MOSCOW (MRC) -- US crude oil stockpiles dropped sharply from record highs, as refining activity picked up and imports fell, reported Reuters with reference to the Energy Information Administration's statement.
Crude inventories fell by 7.2 million barrels in the week to June 26 to 533.5 million barrels, compared with analysts’ expectations in a Reuters poll for a 710,000-barrel drop. Inventories are down from an all-time record of 540.7 million barrels set in mid-June, but remain 15% higher than the five-year average for this time of year.
Net US crude imports fell last week by 506,000 barrels per day, the EIA said. Imports had been elevated in recent weeks due to a flood of shipments arriving from Saudi Arabia that were booked as the kingdom boosted activity in April. Saudi imports came to 826,000 bpd in the most recent week, their lowest in six weeks.
“As OPEC+ continues to cut, the probability of reduced imports into the United States will remain,” said Tony Headrick, energy markets analyst at CHS Hedging.
Refinery crude runs, meanwhile, rose by 193,000 bpd and refinery utilization rates rose by 0.9 percentage point to 75.5% of overall capacity, the data showed.
Demand slipped in the most recent week, and the four-week average of product supplied still showed that figure off by 16% from the year-ago period.
Gasoline supplied was down by 15% from a year earlier, and traders worried that surging coronavirus cases in the United States would cut off the steady rebound in demand from April and May’s slump.
Crude futures were higher, but retraced some gains from prior to the data release. US crude gained 23 cents to USD39.51 a barrel by 11:17 a.m. ET (1517 GMT) while Brent rose 43 cents to USD41.70 a barrel.
“The main reason oil is pulling back is disappointing gasoline demand,” said Phil Flynn, senior analyst at Price Futures in Chicago.
Distillate stockpiles, which include diesel and heating oil, fell by 593,000 barrels in the week to 174.1 million barrels.
US gasoline stocks rose by 1.2 million barrels, the EIA said, compared with expectations for a 1.6 million-barrel drop.
As MRC informed before, global oil consumption cut by up to a third in Q1 2020. What happens next in the oil market depends on how quickly and completely the global economy emerges from lockdown, and whether the recessionary hit lingers through the rest of this year and into 2021.
Earlier this year, BP said the deadly coronavirus outbreak could cut global oil demand growth by 40 per cent in 2020, putting pressure on Opec producers and Russia to curb supplies to keep prices in check.
We remind that, in September 2019, six world's major petrochemical companies in Flanders, Belgium, North Rhine-Westphalia, Germany, and the Netherlands (Trilateral Region) announced the creation of a consortium to jointly investigate how naphtha or gas steam crackers could be operated using renewable electricity instead of fossil fuels. The Cracker of the Future consortium, which includes BASF, Borealis, BP, LyondellBasell, SABIC and Total, aims to produce base chemicals while also significantly reducing carbon emissions. The companies agreed to invest in R&D and knowledge sharing as they assess the possibility of transitioning their base chemical production to renewable electricity.
Ethylene and propylene are feedstocks for producing polyethylene (PE) and polypropylene (PP).
According to MRC's ScanPlast report, Russia's estimated PE consumption totalled 595,170 tonnes in the first five month of 2020, up by 10% year on year. Deliveries of all ethylene polymers, except for linear low density polyethylene (LLDPE), rose partially because of an increase in capacity utilisation at ZapSibNeftekhim. At the same time, PP shipments to the Russian market was 457,930 tonnes in January-May 2020 (calculated by the formula production minus export plus import). Deliveris of exclusively PP random copolymer increased.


§ ABOUT THIS EXERCISE
Lines in the data below that contain the word "ursolic" are to be copied.
+++ DATA RECORDS
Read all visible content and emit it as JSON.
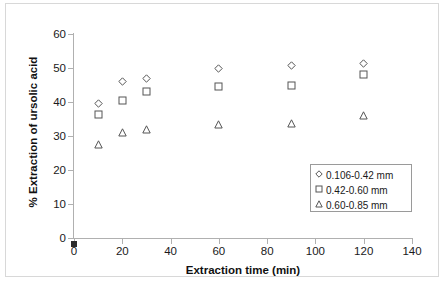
{
  "chart_data": {
    "type": "scatter",
    "title": "",
    "xlabel": "Extraction time (min)",
    "ylabel": "% Extraction of ursolic acid",
    "xlim": [
      0,
      140
    ],
    "ylim": [
      0,
      60
    ],
    "xticks": [
      0,
      20,
      40,
      60,
      80,
      100,
      120,
      140
    ],
    "yticks": [
      0,
      10,
      20,
      30,
      40,
      50,
      60
    ],
    "grid": false,
    "legend_position": "lower-right",
    "x": [
      10,
      20,
      30,
      60,
      90,
      120
    ],
    "series": [
      {
        "name": "0.106-0.42 mm",
        "marker": "diamond",
        "values": [
          39.7,
          46.0,
          46.8,
          50.0,
          50.8,
          51.3
        ]
      },
      {
        "name": "0.42-0.60 mm",
        "marker": "square",
        "values": [
          36.2,
          40.5,
          43.0,
          44.7,
          44.9,
          48.2
        ]
      },
      {
        "name": "0.60-0.85 mm",
        "marker": "triangle",
        "values": [
          27.5,
          31.0,
          31.8,
          33.3,
          33.8,
          35.9
        ]
      }
    ]
  },
  "axes": {
    "x_tick_labels": [
      "0",
      "20",
      "40",
      "60",
      "80",
      "100",
      "120",
      "140"
    ],
    "y_tick_labels": [
      "0",
      "10",
      "20",
      "30",
      "40",
      "50",
      "60"
    ],
    "x_title": "Extraction time (min)",
    "y_title": "% Extraction of ursolic acid"
  },
  "legend": {
    "entries": [
      {
        "label": "0.106-0.42 mm",
        "marker": "diamond"
      },
      {
        "label": "0.42-0.60 mm",
        "marker": "square"
      },
      {
        "label": "0.60-0.85 mm",
        "marker": "triangle"
      }
    ]
  },
  "colors": {
    "marker_stroke": "#555555",
    "axis": "#b0b0b0",
    "text": "#1a1a1a",
    "background": "#ffffff",
    "frame": "#d8d8d8"
  }
}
++++++
§ SOLUTION FOR THIS EXERCISE
    "ylabel": "% Extraction of ursolic acid",
    "y_title": "% Extraction of ursolic acid"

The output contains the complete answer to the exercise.